The PUBG Mobile Rivals Cup (PMRC) Season 1 saw Korea and Japan battle for a single Esports World Cup 2025 seed in a high-stakes weekend showdown.

You ever get so hyped for a tournament you barely sleep the night before? That was me, June 13th, 2025—counting down the hours until the PUBG Mobile Rivals Cup (PMRC) Season 1 kicked off. I've been grinding PUBG Mobile since Season 2, but the energy around this specific showdown felt different. It wasn't just another qualifier; it was a bare-knuckle brawl between two of the fiercest regions in the game: Korea and Japan. No prize pool, no second chances, just a single golden ticket to the Esports World Cup 2025 in Saudi Arabia on the line. Talk about “go big or go home.”

reliving-the-insane-korea-vs-japan-rivals-cup-2025-image-0

I remember cracking open a cold one and settling in for a weekend that promised 12 high-octane matches—six per day. That’s a lightning-fast format compared to the usual 18-match grind. Every single round mattered because there was zero room for error. You dropped the ball, and you were toast. The PUBG Mobile esports circuit had really streamlined the path to the World Cup, and PMRC was the do-or-die snapshot of that philosophy.

The lobby was a perfect split: eight teams flying the Korean banner and eight representing Japanese pride. Seeing those 16 rosters pop up on my screen sent a chill down my spine. You had heavy hitters like Dplus and Nongshim Redforce ready to lay down the law, while squads like REJECT and CAG OSAKA were itching to pull off some classic underdog magic. The format followed official super rules using the PUBG Mobile point system, so consistency in placement and kills was the name of the game.

The full roster of warriors:

Korea Japan
Dplus REJECT
FN Esports CAG OSAKA
Nongshim Redforce Qx
Jeonnam Esports Vengeance
e-sports FROM Ratomu
GAME PT index Era
GNL Esports PHALANX
Jecheon PhalanXN DOPENESS

Day one was an absolute rollercoaster. The first match on Erangel set the tone—teams were not messing around. FN Esports pulled off a cheeky rotation that netted them a double-digit kill chicken dinner, and suddenly the chat went wild. Not to be outdone, Ratomu answered back on Miramar with a near-flawless ridge hold, proving Japanese squads weren't just here to make up numbers. I was on the edge of my seat, scribbling notes like a madman. The beauty of PMRC was its brevity; every single gunfight felt like a championship point. You could literally feel the tension through the screen as teams gambled on zone shifts and vehicle rotations.

By the time we hit day two, the leaderboard was a chaotic mess of Korean firepower and Japanese resilience. GAME PT had a shot at glory, and Vengeance was lurking just outside the top spot. That’s when the “don’t choke” narrative kicked in for so many squads. The standout moment for me was a last-circle banger on Sanhok where Dplus, stuck in a valley with no cover, pulled a miracle grenade lineup to wipe a full squad and snag second place behind Qx. That single play flipped the standings on their head and reminded everyone why we love this game—it’s never over until the final bullet flies.

As the dust settled and the points were tallied, one champion rose to the top and punched their ticket to the Esports World Cup 2025. No thrills, no cash, just pure, unadulterated respect and a direct slot to the PUBG Mobile World Cup. The winning squad’s cheers must have echoed halfway to Riyadh. For the rest, it was a tough pill to swallow, but that’s the nature of a rivals cup. You either walk away with everything or nothing.

The entire event streamed online, free for rabid fans like me who tuned in on the PUBG Mobile Esports KR YouTube channel. Honestly, it was a masterclass in how to run a compact, high-stakes tournament. It got me thinking: if a two-day event can deliver this much drama, what’s in store for the second edition later in 2025? And now, here in 2026, looking back, I can’t help but smile. That Rivals Cup set the stage for a new era of regional grudges in esports. So if you ever need a reminder of why we sink thousands of hours into this mobile battle royale, just pull up the VOD of PMRC 2025 Season 1. It’s a real banger—no cap.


■ **TASK INSTRUCTIONS**: For the string "series", state how many lines of the data hold it. Give nothing besides the number.
START GIVEN RECORDS
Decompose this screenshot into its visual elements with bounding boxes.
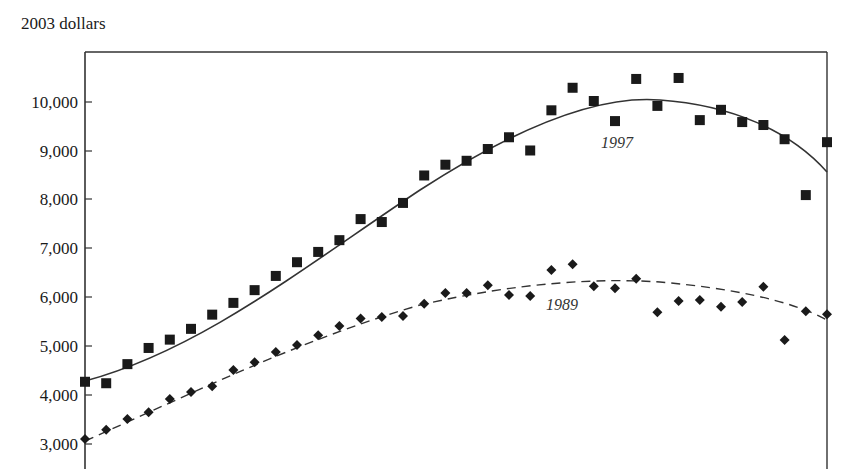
data-point-1997 <box>419 170 429 180</box>
data-point-1997 <box>504 132 514 142</box>
data-point-1997 <box>356 214 366 224</box>
data-point-1997 <box>377 217 387 227</box>
data-point-1997 <box>525 145 535 155</box>
data-point-1997 <box>568 83 578 93</box>
data-point-1997 <box>780 134 790 144</box>
y-tick-label: 3,000 <box>40 435 78 454</box>
data-point-1997 <box>122 359 132 369</box>
data-point-1997 <box>101 378 111 388</box>
data-point-1989 <box>80 434 90 444</box>
y-tick-label: 6,000 <box>40 288 78 307</box>
data-point-1989 <box>674 296 684 306</box>
y-tick-label: 9,000 <box>40 142 78 161</box>
data-point-1997 <box>631 74 641 84</box>
data-point-1997 <box>207 310 217 320</box>
plot-frame <box>85 52 827 469</box>
y-tick-label: 10,000 <box>31 93 78 112</box>
data-point-1997 <box>313 247 323 257</box>
data-point-1997 <box>610 116 620 126</box>
data-point-1997 <box>250 285 260 295</box>
series-1989-markers <box>80 259 832 444</box>
data-point-1997 <box>801 190 811 200</box>
data-point-1997 <box>398 198 408 208</box>
data-point-1989 <box>419 299 429 309</box>
data-point-1989 <box>737 297 747 307</box>
data-point-1997 <box>589 96 599 106</box>
data-point-1989 <box>398 311 408 321</box>
data-point-1989 <box>801 306 811 316</box>
chart-canvas: 10,000 9,000 8,000 7,000 6,000 5,000 4,0… <box>0 0 848 469</box>
data-point-1989 <box>780 335 790 345</box>
data-point-1997 <box>652 101 662 111</box>
data-point-1997 <box>737 117 747 127</box>
data-point-1997 <box>822 137 832 147</box>
y-tick-label: 4,000 <box>40 386 78 405</box>
data-point-1997 <box>292 257 302 267</box>
fit-line-1989 <box>85 281 827 441</box>
data-point-1989 <box>695 295 705 305</box>
data-point-1997 <box>186 324 196 334</box>
data-point-1989 <box>546 265 556 275</box>
data-point-1997 <box>334 235 344 245</box>
data-point-1997 <box>758 120 768 130</box>
y-tick-label: 8,000 <box>40 190 78 209</box>
y-axis: 10,000 9,000 8,000 7,000 6,000 5,000 4,0… <box>31 93 92 454</box>
series-label-1989: 1989 <box>546 296 578 313</box>
data-point-1989 <box>440 288 450 298</box>
data-point-1997 <box>440 160 450 170</box>
series-1997-markers <box>80 73 832 388</box>
data-point-1989 <box>758 282 768 292</box>
data-point-1997 <box>462 156 472 166</box>
data-point-1989 <box>631 274 641 284</box>
data-point-1997 <box>228 298 238 308</box>
data-point-1997 <box>695 115 705 125</box>
data-point-1989 <box>377 312 387 322</box>
data-point-1989 <box>568 259 578 269</box>
data-point-1989 <box>122 414 132 424</box>
data-point-1989 <box>589 281 599 291</box>
y-tick-label: 5,000 <box>40 337 78 356</box>
data-point-1997 <box>716 105 726 115</box>
data-point-1997 <box>165 335 175 345</box>
data-point-1989 <box>334 321 344 331</box>
data-point-1989 <box>652 307 662 317</box>
data-point-1997 <box>546 105 556 115</box>
data-point-1989 <box>525 291 535 301</box>
data-point-1989 <box>504 290 514 300</box>
series-label-1997: 1997 <box>601 134 634 151</box>
data-point-1997 <box>674 73 684 83</box>
data-point-1997 <box>271 271 281 281</box>
data-point-1997 <box>483 144 493 154</box>
data-point-1989 <box>144 407 154 417</box>
fit-line-1997 <box>85 99 827 381</box>
data-point-1989 <box>610 283 620 293</box>
y-tick-label: 7,000 <box>40 239 78 258</box>
data-point-1997 <box>144 343 154 353</box>
data-point-1989 <box>483 280 493 290</box>
data-point-1989 <box>165 394 175 404</box>
data-point-1989 <box>716 302 726 312</box>
data-point-1989 <box>250 357 260 367</box>
data-point-1997 <box>80 377 90 387</box>
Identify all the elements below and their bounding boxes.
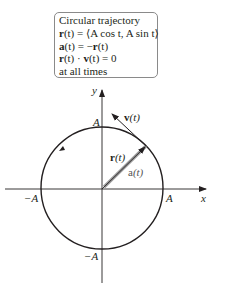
END GIVEN RECORDS
■ **RESULT OF THE TASK**: 4